I think it's very hard in general to know what the right answer should be. Yes %e/4 is a very simple answer. But sometimes it's also nice to know that the sum can be expressed in terms of bessel_i, which might lead to insight into other similar sums. If maxima simplified to %e/4, you wouldn't know about bessel_i, possibly missing out on the insight.

But it's also nice to know that maxima can simplify the result to %e/4, for the case where you don't care about the insight. :-)

rtoy commented 2 months ago

Imported from SourceForge on 2024-07-06 16:09:01 Created by robert_dodier on 2023-05-04 03:54:51 Original: https://sourceforge.net/p/maxima/bugs/2424/#7880


rtoy commented 2 months ago

Imported from SourceForge on 2024-07-06 16:09:05 Created by robert_dodier on 2023-05-04 03:54:52 Original: https://sourceforge.net/p/maxima/bugs/2424/#88fa


Looks like the reported result is correct, although it's clumsy.

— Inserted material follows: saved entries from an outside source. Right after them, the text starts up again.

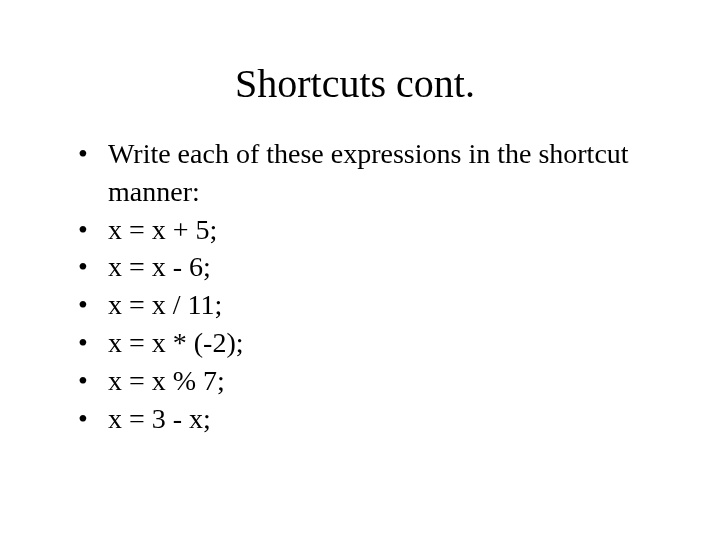 This screenshot has width=720, height=540. I want to click on list-item: x = x / 11;, so click(369, 305).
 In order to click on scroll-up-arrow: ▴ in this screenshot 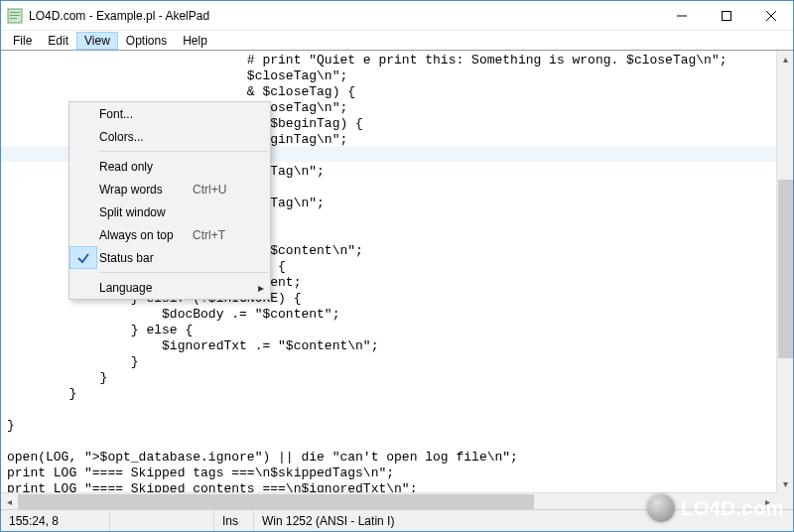, I will do `click(785, 60)`.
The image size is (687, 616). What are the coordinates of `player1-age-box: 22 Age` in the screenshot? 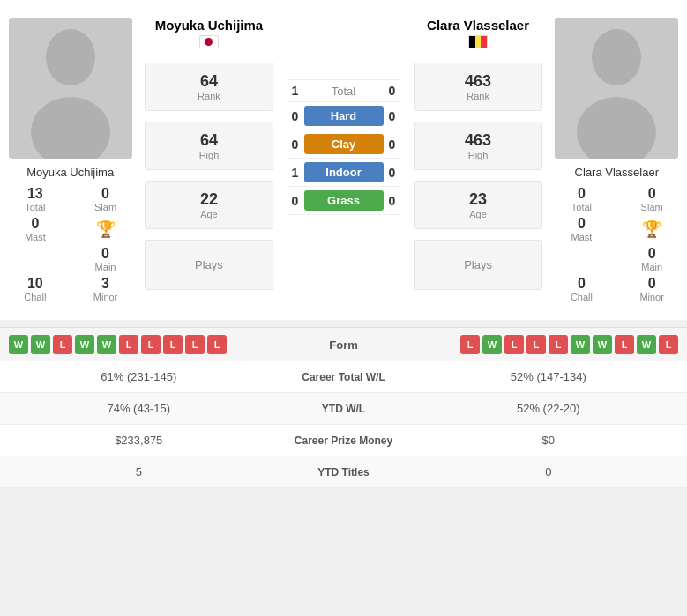 It's located at (208, 204).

At present, the result is (sinh(1) + cosh(1))/4 which is equivalent to %e/4, and not too much more complicated; ev((sinh(1) + cosh(1))/4, exponentialize); ratsimp(%); yields %e/4. (I agree those steps are kind of clumsy too.)

Closing this as not-a-bug since the result isn't incorrect, although it could be more concise.

rtoy commented 2 months ago

Imported from SourceForge on 2024-07-06 16:09:09 Created by macrakis on 2023-05-04 16:55:56 Original: https://sourceforge.net/p/maxima/bugs/2424/#88fa/d427


No need for the dangerous ev(il) -- simply ratsimp(exponentialize(...)) works. Actually pretty much any simplification operation will work: ratsimp, factor, expand, rat -- even trigrat.